Do we really need const?
Bill Baxter
dnewsgroup at billbaxter.com
Sun Sep 16 23:36:35 PDT 2007
Bruce Adams wrote:
> charles Wrote:
>
>> Const is a god awful abomination that no language has gotten right,
>> the sooner its gotten rid of the better. No one I work with has
ever >> had a situation where const actually paid off.
>>
> As a seasoned C++ programmer I and my colleagues regularly use the
> c++ flavour of const with no problems. It may not be the best
> solution in the world but it works. I always found it a reasonably
> intuitive bit of syntactic sugar. That's not to say that we can't do
> better in D. I'd recommend reading Scott Meyers effective C++ books
> for a start. And perhaps we should review the deliberations that went
> into developing the C++ const system.
> By the way, what languages other than C++ have some kind of const
> mechanism? They've got to be worth a review too.
That's a very good point. *Are* there any others? Pascal seems to have
some form of it (http://www.gnu-pascal.de/gpc/const.html). Any Pascal
devotees out there care to comment? I managed to avoid ever learning
Pascal.
Anyway, if one asserts that const is a critical feature for "enterprise
code", yet there exist a large body of "enterprise code" written in
languages that don't have const, then we have a contradiction. It can't
be all that critical if lots of successful software projects get written
without it.
There's of course Java. Lots of enterprise software is written in Java,
and yet Java does not have const.
There is without a doubt some diagnostic benefit to const, but if it
were such a great win overall wouldn't everybody be doing it? Is it
really worth the pain of having to create two versions of every
function, and two flavors of every iterator, etc.? I guess I've gotten
used to it in C++ and certainly bought into the const-correctness
mantra. When I see C++ code that doesn't use const correctly my
kneejerk reaction is always "sheesh -- amateur". But I've never really
taken a step back to try to seriously evaluate the cost-benefit tradeoff.
It seems from the discussion here the past week, there is no real
multithreading benefit to be had from const/invariant. 'Pure' is where
it's at for that. So maybe we're just better off without the
complexities of const. I've certainly gotten used to the lack of const
in Python, so why not in a C++-ish language?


→ **WHAT YOU HAVE TO DO**
Transcribe, exactly and in full, every record shown below, while omitting its images.

***** DATA RECORDS *****

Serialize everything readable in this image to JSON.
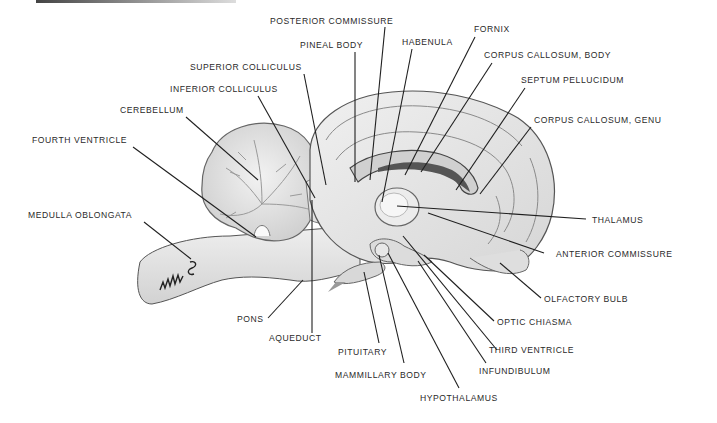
{
  "diagram": {
    "colors": {
      "line": "#1f1f1f",
      "tissue": "#e4e4e4",
      "tissue_shadow": "#bdbdbd",
      "text": "#2a2a2a",
      "background": "#ffffff"
    },
    "labels": [
      {
        "id": "posterior-commissure",
        "text": "POSTERIOR COMMISSURE",
        "x": 270,
        "y": 16
      },
      {
        "id": "fornix",
        "text": "FORNIX",
        "x": 474,
        "y": 24
      },
      {
        "id": "pineal-body",
        "text": "PINEAL BODY",
        "x": 300,
        "y": 40
      },
      {
        "id": "habenula",
        "text": "HABENULA",
        "x": 402,
        "y": 37
      },
      {
        "id": "corpus-callosum-body",
        "text": "CORPUS CALLOSUM, BODY",
        "x": 484,
        "y": 50
      },
      {
        "id": "superior-colliculus",
        "text": "SUPERIOR COLLICULUS",
        "x": 190,
        "y": 62
      },
      {
        "id": "septum-pellucidum",
        "text": "SEPTUM PELLUCIDUM",
        "x": 521,
        "y": 75
      },
      {
        "id": "inferior-colliculus",
        "text": "INFERIOR COLLICULUS",
        "x": 170,
        "y": 84
      },
      {
        "id": "cerebellum",
        "text": "CEREBELLUM",
        "x": 120,
        "y": 105
      },
      {
        "id": "corpus-callosum-genu",
        "text": "CORPUS CALLOSUM, GENU",
        "x": 534,
        "y": 115
      },
      {
        "id": "fourth-ventricle",
        "text": "FOURTH VENTRICLE",
        "x": 32,
        "y": 135
      },
      {
        "id": "medulla-oblongata",
        "text": "MEDULLA OBLONGATA",
        "x": 28,
        "y": 210
      },
      {
        "id": "thalamus",
        "text": "THALAMUS",
        "x": 592,
        "y": 215
      },
      {
        "id": "anterior-commissure",
        "text": "ANTERIOR COMMISSURE",
        "x": 556,
        "y": 249
      },
      {
        "id": "olfactory-bulb",
        "text": "OLFACTORY BULB",
        "x": 544,
        "y": 294
      },
      {
        "id": "pons",
        "text": "PONS",
        "x": 237,
        "y": 314
      },
      {
        "id": "optic-chiasma",
        "text": "OPTIC CHIASMA",
        "x": 497,
        "y": 317
      },
      {
        "id": "aqueduct",
        "text": "AQUEDUCT",
        "x": 269,
        "y": 333
      },
      {
        "id": "pituitary",
        "text": "PITUITARY",
        "x": 338,
        "y": 347
      },
      {
        "id": "third-ventricle",
        "text": "THIRD VENTRICLE",
        "x": 489,
        "y": 345
      },
      {
        "id": "infundibulum",
        "text": "INFUNDIBULUM",
        "x": 479,
        "y": 366
      },
      {
        "id": "mammillary-body",
        "text": "MAMMILLARY BODY",
        "x": 335,
        "y": 370
      },
      {
        "id": "hypothalamus",
        "text": "HYPOTHALAMUS",
        "x": 420,
        "y": 393
      }
    ],
    "leaders": [
      {
        "id": "posterior-commissure",
        "x1": 385,
        "y1": 27,
        "x2": 370,
        "y2": 180
      },
      {
        "id": "fornix",
        "x1": 475,
        "y1": 37,
        "x2": 405,
        "y2": 175
      },
      {
        "id": "pineal-body",
        "x1": 355,
        "y1": 52,
        "x2": 355,
        "y2": 182
      },
      {
        "id": "habenula",
        "x1": 412,
        "y1": 49,
        "x2": 382,
        "y2": 202
      },
      {
        "id": "corpus-callosum-body",
        "x1": 492,
        "y1": 63,
        "x2": 421,
        "y2": 172
      },
      {
        "id": "superior-colliculus",
        "x1": 304,
        "y1": 74,
        "x2": 326,
        "y2": 185
      },
      {
        "id": "septum-pellucidum",
        "x1": 525,
        "y1": 88,
        "x2": 456,
        "y2": 190
      },
      {
        "id": "inferior-colliculus",
        "x1": 258,
        "y1": 96,
        "x2": 315,
        "y2": 198
      },
      {
        "id": "cerebellum",
        "x1": 186,
        "y1": 117,
        "x2": 258,
        "y2": 180
      },
      {
        "id": "corpus-callosum-genu",
        "x1": 531,
        "y1": 127,
        "x2": 480,
        "y2": 194
      },
      {
        "id": "fourth-ventricle",
        "x1": 133,
        "y1": 147,
        "x2": 256,
        "y2": 237
      },
      {
        "id": "medulla-oblongata",
        "x1": 144,
        "y1": 222,
        "x2": 191,
        "y2": 259
      },
      {
        "id": "thalamus",
        "x1": 586,
        "y1": 219,
        "x2": 397,
        "y2": 206
      },
      {
        "id": "anterior-commissure",
        "x1": 544,
        "y1": 253,
        "x2": 428,
        "y2": 213
      },
      {
        "id": "olfactory-bulb",
        "x1": 541,
        "y1": 298,
        "x2": 500,
        "y2": 263
      },
      {
        "id": "pons",
        "x1": 268,
        "y1": 318,
        "x2": 303,
        "y2": 280
      },
      {
        "id": "optic-chiasma",
        "x1": 494,
        "y1": 321,
        "x2": 424,
        "y2": 255
      },
      {
        "id": "aqueduct",
        "x1": 312,
        "y1": 333,
        "x2": 312,
        "y2": 200
      },
      {
        "id": "pituitary",
        "x1": 379,
        "y1": 343,
        "x2": 364,
        "y2": 272
      },
      {
        "id": "third-ventricle",
        "x1": 497,
        "y1": 350,
        "x2": 403,
        "y2": 236
      },
      {
        "id": "infundibulum",
        "x1": 486,
        "y1": 363,
        "x2": 418,
        "y2": 261
      },
      {
        "id": "mammillary-body",
        "x1": 404,
        "y1": 363,
        "x2": 379,
        "y2": 255
      },
      {
        "id": "hypothalamus",
        "x1": 459,
        "y1": 388,
        "x2": 388,
        "y2": 253
      }
    ]
  }
}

*****

→ **THE COMPLETED TASK**
Serialize everything readable in this image to JSON.
{
  "diagram": {
    "colors": {
      "line": "#1f1f1f",
      "tissue": "#e4e4e4",
      "tissue_shadow": "#bdbdbd",
      "text": "#2a2a2a",
      "background": "#ffffff"
    },
    "labels": [
      {
        "id": "posterior-commissure",
        "text": "POSTERIOR COMMISSURE",
        "x": 270,
        "y": 16
      },
      {
        "id": "fornix",
        "text": "FORNIX",
        "x": 474,
        "y": 24
      },
      {
        "id": "pineal-body",
        "text": "PINEAL BODY",
        "x": 300,
        "y": 40
      },
      {
        "id": "habenula",
        "text": "HABENULA",
        "x": 402,
        "y": 37
      },
      {
        "id": "corpus-callosum-body",
        "text": "CORPUS CALLOSUM, BODY",
        "x": 484,
        "y": 50
      },
      {
        "id": "superior-colliculus",
        "text": "SUPERIOR COLLICULUS",
        "x": 190,
        "y": 62
      },
      {
        "id": "septum-pellucidum",
        "text": "SEPTUM PELLUCIDUM",
        "x": 521,
        "y": 75
      },
      {
        "id": "inferior-colliculus",
        "text": "INFERIOR COLLICULUS",
        "x": 170,
        "y": 84
      },
      {
        "id": "cerebellum",
        "text": "CEREBELLUM",
        "x": 120,
        "y": 105
      },
      {
        "id": "corpus-callosum-genu",
        "text": "CORPUS CALLOSUM, GENU",
        "x": 534,
        "y": 115
      },
      {
        "id": "fourth-ventricle",
        "text": "FOURTH VENTRICLE",
        "x": 32,
        "y": 135
      },
      {
        "id": "medulla-oblongata",
        "text": "MEDULLA OBLONGATA",
        "x": 28,
        "y": 210
      },
      {
        "id": "thalamus",
        "text": "THALAMUS",
        "x": 592,
        "y": 215
      },
      {
        "id": "anterior-commissure",
        "text": "ANTERIOR COMMISSURE",
        "x": 556,
        "y": 249
      },
      {
        "id": "olfactory-bulb",
        "text": "OLFACTORY BULB",
        "x": 544,
        "y": 294
      },
      {
        "id": "pons",
        "text": "PONS",
        "x": 237,
        "y": 314
      },
      {
        "id": "optic-chiasma",
        "text": "OPTIC CHIASMA",
        "x": 497,
        "y": 317
      },
      {
        "id": "aqueduct",
        "text": "AQUEDUCT",
        "x": 269,
        "y": 333
      },
      {
        "id": "pituitary",
        "text": "PITUITARY",
        "x": 338,
        "y": 347
      },
      {
        "id": "third-ventricle",
        "text": "THIRD VENTRICLE",
        "x": 489,
        "y": 345
      },
      {
        "id": "infundibulum",
        "text": "INFUNDIBULUM",
        "x": 479,
        "y": 366
      },
      {
        "id": "mammillary-body",
        "text": "MAMMILLARY BODY",
        "x": 335,
        "y": 370
      },
      {
        "id": "hypothalamus",
        "text": "HYPOTHALAMUS",
        "x": 420,
        "y": 393
      }
    ],
    "leaders": [
      {
        "id": "posterior-commissure",
        "x1": 385,
        "y1": 27,
        "x2": 370,
        "y2": 180
      },
      {
        "id": "fornix",
        "x1": 475,
        "y1": 37,
        "x2": 405,
        "y2": 175
      },
      {
        "id": "pineal-body",
        "x1": 355,
        "y1": 52,
        "x2": 355,
        "y2": 182
      },
      {
        "id": "habenula",
        "x1": 412,
        "y1": 49,
        "x2": 382,
        "y2": 202
      },
      {
        "id": "corpus-callosum-body",
        "x1": 492,
        "y1": 63,
        "x2": 421,
        "y2": 172
      },
      {
        "id": "superior-colliculus",
        "x1": 304,
        "y1": 74,
        "x2": 326,
        "y2": 185
      },
      {
        "id": "septum-pellucidum",
        "x1": 525,
        "y1": 88,
        "x2": 456,
        "y2": 190
      },
      {
        "id": "inferior-colliculus",
        "x1": 258,
        "y1": 96,
        "x2": 315,
        "y2": 198
      },
      {
        "id": "cerebellum",
        "x1": 186,
        "y1": 117,
        "x2": 258,
        "y2": 180
      },
      {
        "id": "corpus-callosum-genu",
        "x1": 531,
        "y1": 127,
        "x2": 480,
        "y2": 194
      },
      {
        "id": "fourth-ventricle",
        "x1": 133,
        "y1": 147,
        "x2": 256,
        "y2": 237
      },
      {
        "id": "medulla-oblongata",
        "x1": 144,
        "y1": 222,
        "x2": 191,
        "y2": 259
      },
      {
        "id": "thalamus",
        "x1": 586,
        "y1": 219,
        "x2": 397,
        "y2": 206
      },
      {
        "id": "anterior-commissure",
        "x1": 544,
        "y1": 253,
        "x2": 428,
        "y2": 213
      },
      {
        "id": "olfactory-bulb",
        "x1": 541,
        "y1": 298,
        "x2": 500,
        "y2": 263
      },
      {
        "id": "pons",
        "x1": 268,
        "y1": 318,
        "x2": 303,
        "y2": 280
      },
      {
        "id": "optic-chiasma",
        "x1": 494,
        "y1": 321,
        "x2": 424,
        "y2": 255
      },
      {
        "id": "aqueduct",
        "x1": 312,
        "y1": 333,
        "x2": 312,
        "y2": 200
      },
      {
        "id": "pituitary",
        "x1": 379,
        "y1": 343,
        "x2": 364,
        "y2": 272
      },
      {
        "id": "third-ventricle",
        "x1": 497,
        "y1": 350,
        "x2": 403,
        "y2": 236
      },
      {
        "id": "infundibulum",
        "x1": 486,
        "y1": 363,
        "x2": 418,
        "y2": 261
      },
      {
        "id": "mammillary-body",
        "x1": 404,
        "y1": 363,
        "x2": 379,
        "y2": 255
      },
      {
        "id": "hypothalamus",
        "x1": 459,
        "y1": 388,
        "x2": 388,
        "y2": 253
      }
    ]
  }
}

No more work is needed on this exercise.